In 1992 he was awarded an Individual Artist Fellowship from the National
Endowment for the Arts. His writing has been published in Leonardo, the
Journal of Visual Culture, and Exposure, as well as a chapter in the book
Electronic Collaboration in the Humanities. Freeman received a BA degree
from the University of California, San Diego and an M FA from the University
of Colorado. He is currently an Associate Professor of New Media at Emerson
College in Boston.
Tamiko Thiel (US),currently living in San Francisco, studied Product Design
Engineering at Stanford University, human-machine interface design at MIT's
Media Lab and Biomechanics Lab, and fine art with an emphasis in
installation and video art at the Academy of Fine Art in Munich, Germany.

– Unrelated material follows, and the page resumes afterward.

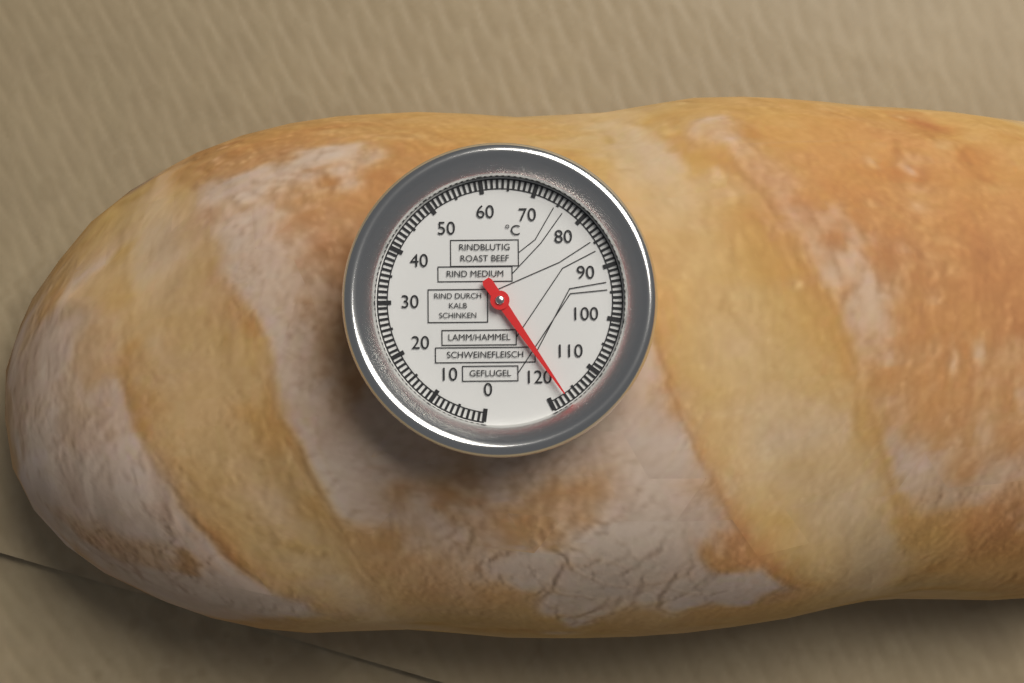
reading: 117 °C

She utilizes this background to explore the sensuality of the machine and
technology as a vehicle for human fantasy. She has exhibited her video art
in the US, Japan and Europe. She was creative director and producer of
Starbright World, a virtual reality playspace for seriously ill children,
has taught design theory at Carnegie Mellon University and directed the
industrial and packaging design of a series of massively parallel
supercomputers, the Connection Machines CM-1 and CM-2, at Thinking Machines
Corporation. Currently she is working on art projects using virtual reality,
and has received a grant from Wired Magazine and the Asian American Arts
Foundation (AAAF) for research and creation of an initial prototype. A
description of the project is at: http://mission.base.com/tamiko.

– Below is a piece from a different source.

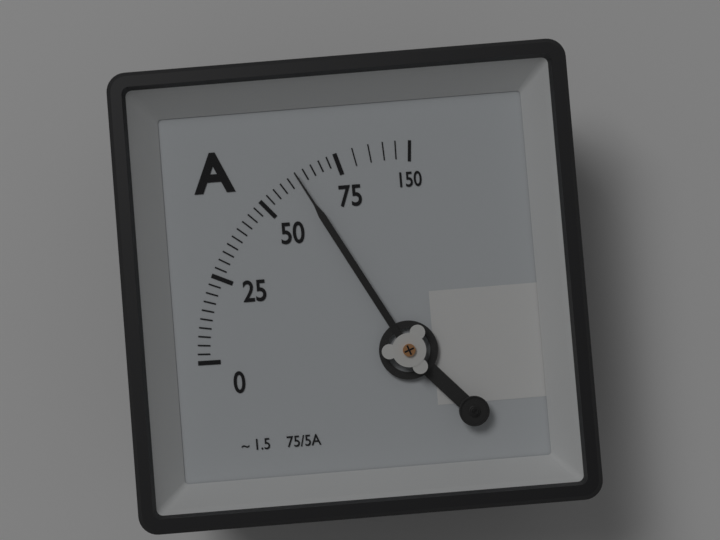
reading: 62.5 A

Damon Loren Baker (US) is an Asst. Prof. of Interactive Entertainment at
CUNY. Making the world safe for immersive hypermedia and those who love it.
AI/VR/AR/HCI/BMI/NKS/CogSci/Elit/etc.
Will Pappenheimer (US) received his MFA from Museum School/Tufts University,
Boston (1997) and BA from Harvard (1978). He received an National Endowment
for the Arts Artists Fellowship in 1990.
His work in video, mixed media, installation and new media has been
exhibited in over 50 solo and group exhibitions. He has shown at the The ICA
(Boston), the Stedman Art Gallery (NJ), Exit Art, New York, “immedia: 1901,”
MI, “Free Biennial,” New York and Art Basel Miami Beach 2003, at which his
work received a half page photo and citation in the New York Times. Recent
work results from collaborations with New Media theorist Gregory Ulmer in
testing the potential of electronic documentary, webcam imaging and other
internet practices to consult situational conditions. These
collaborativeworks have been the subject of articles in Visual Culture,
ArtUS and will form a chapter of Gregory Ulmer’s 2005 book, “Electronic
Monumentality.”
The use of webcams in new media has been the subject of a series of his
presentations at venues such as the College Art Association and Center
forCommunications and Information Technologies, University of Toronto.
“Breathe On Me,” a new work creating a multi-webcam network
installationenvironment was presented at the, “Interactive Futures05:
Technology in the Life World,” in British Columbia and featured on the
April1st “The New New Media” episode of Canadian Broadcasting’s ZeD TV. “X
INDUSTRIA” 05 hosted by the Contemporary Art Forum Kitchener, Ontario,
Canada will exhibit his new network controlled domestic environment entitled
“Here For You.”
Will Pappenheimer is also assistant director of the Pace Digital Gallery.